Gray-Haired Werewolf Baby Of Palos Featured On Parapalooza Ghost Tours | Oak Lawn, IL Patch

2022-07-22 19:53:29 By : Ms. Anna Liu

BRIDGEVIEW, IL — Long before Eddie Munster and child safety seats, there was the Gray-Haired Baby of Palos Woods, leaping out in front of cars and scaring the crap out of people motoring down Kean Avenue.

The hairy baby is just one of the weird and unexplained topics to be explored this Saturday at Graveside Paranormal's Parapolozza II, a day-long event showcasing paranormal investigators, palm readers, psychics, vendors, ghost tours and live entertainment. The festival will be scaring up good times from noon to 11:30 p.m., at The Pavilion (behind the Branding Iron Restaurant), 7038 S. Harlem Ave., Bridgeview.

According to legend, a young couple driving along Kean Avenue during the 1950s when they got into a head-on crash. The couple died. Their baby, sleeping unsecured in the back seat, was ejected into the woods. Fortunately, the baby was rescued and raised by the local wildlife. The baby became a feral wild child and grew a protective coat of gray hair. When the Gray-Haired Baby died, it was reportedly buried in an unmarked grave toward the back of Sacred Heart Cemetery, tucked into the forest preserve at 101st Street and Kean Avenue.
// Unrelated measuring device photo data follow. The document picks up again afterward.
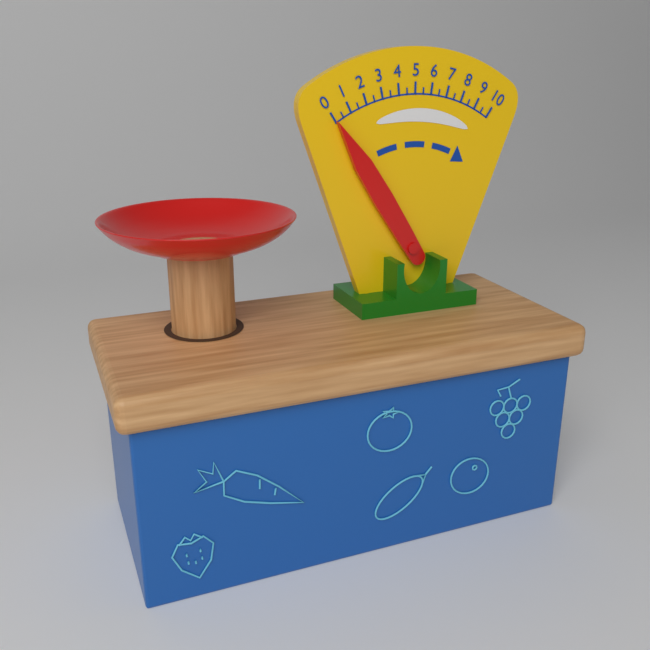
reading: 0.0 (no unit)
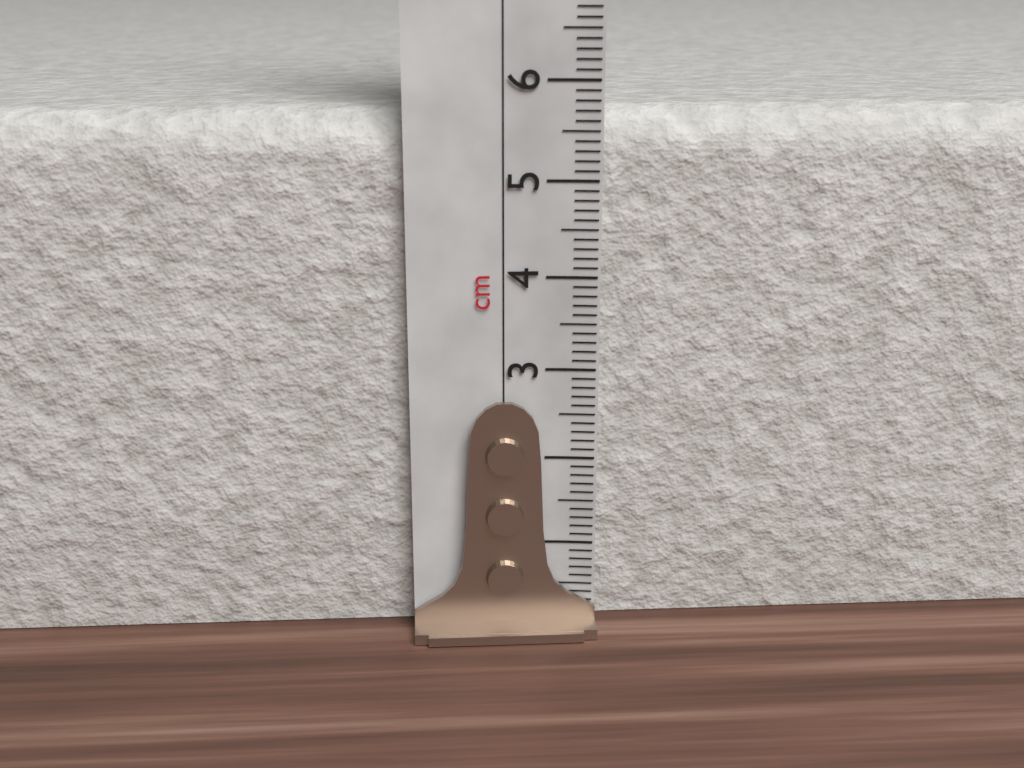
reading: 5.7 cm
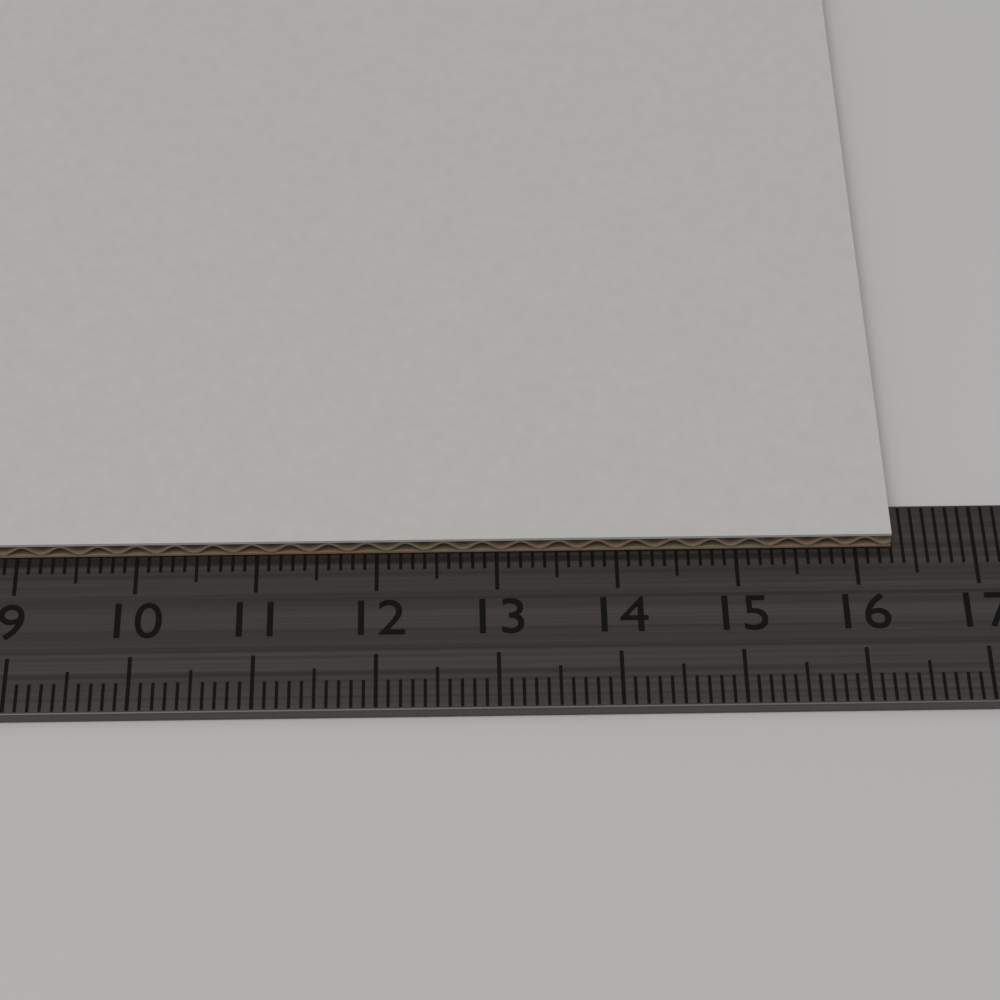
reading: 16.3 cm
"The story is probably just a legend, but there have been sightings," said Chicago-area ghost hunter Tony Szabelski, who will be leading the mini-ghost tours during Paraplozza. "Supposedly it's a werewolf boy."
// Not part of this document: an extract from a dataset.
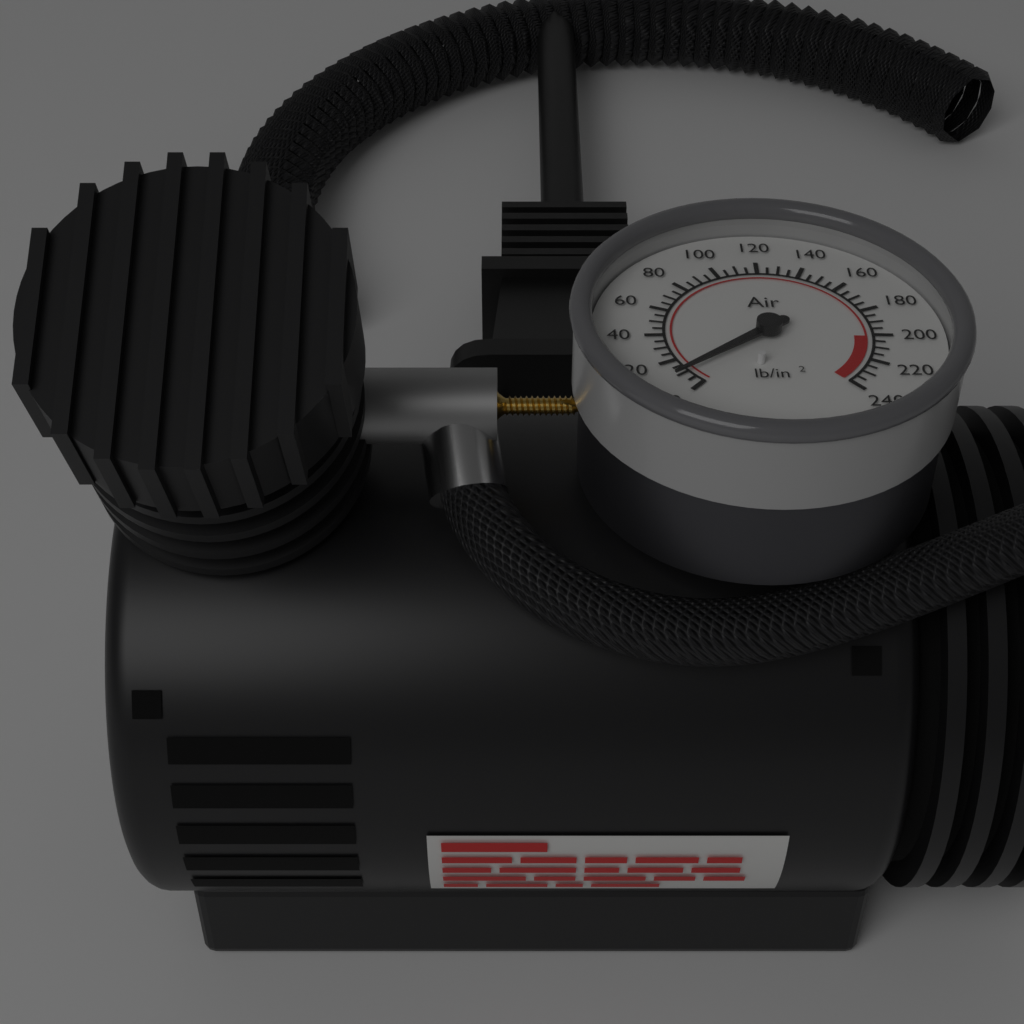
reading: 10 psi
The late, great ghost hunter, Richard T. Crowe, interviewed several people in the 1970s, who described their encounters with the hairy baby. A Lyons woman told Crowe of seeing a humanoid figure covered with hair leaping in front of her new truck while driving down Kean Avenue near Sacred Heart Cemetery. The truck almost cleared the beast-like creature, but clipped the passenger mirror, Crowe wrote in his book, "Chicago's Street Guide To The Supernatural."

Others have caught the wild child in the headlights of passing cars on certain nights, or spotted by picnickers foraging for food. In the late 1970s, the Gray Haired Baby was also said to have upset horses ridden by equestrians along the bridle trails.

Sacred Heart Cemetery and the hairy baby is just one of the stops explored on the mini-ghost tour of the haunted Archer Avenue Triangle, bordered by Kean, Roberts Road and Archer Avenue. The mini-ghost tours, leave the Paviilion between 12:30 to 7 p.m. The legend of the Gray-Haired Baby will is one of the stops along a mini-ghost tour exploring the Archer Avenue Triangle, including the haunted Chet's Melody Lounge, Resurrection Cemetery and the Wailing Woman of Archer Woods Cemetery.

"Crowe got to interview so many of the people who saw Resurrection Mary," Szabelski said.

Parapalooza offers a special day of supernatural fun, entertainment and a chance to escape from your troubles and woes, including:

General admission tickets to Parapolozza are $25 and can be purchased in advance on EventBrite, or at the gate. The mini-ghost tours are an extra $25.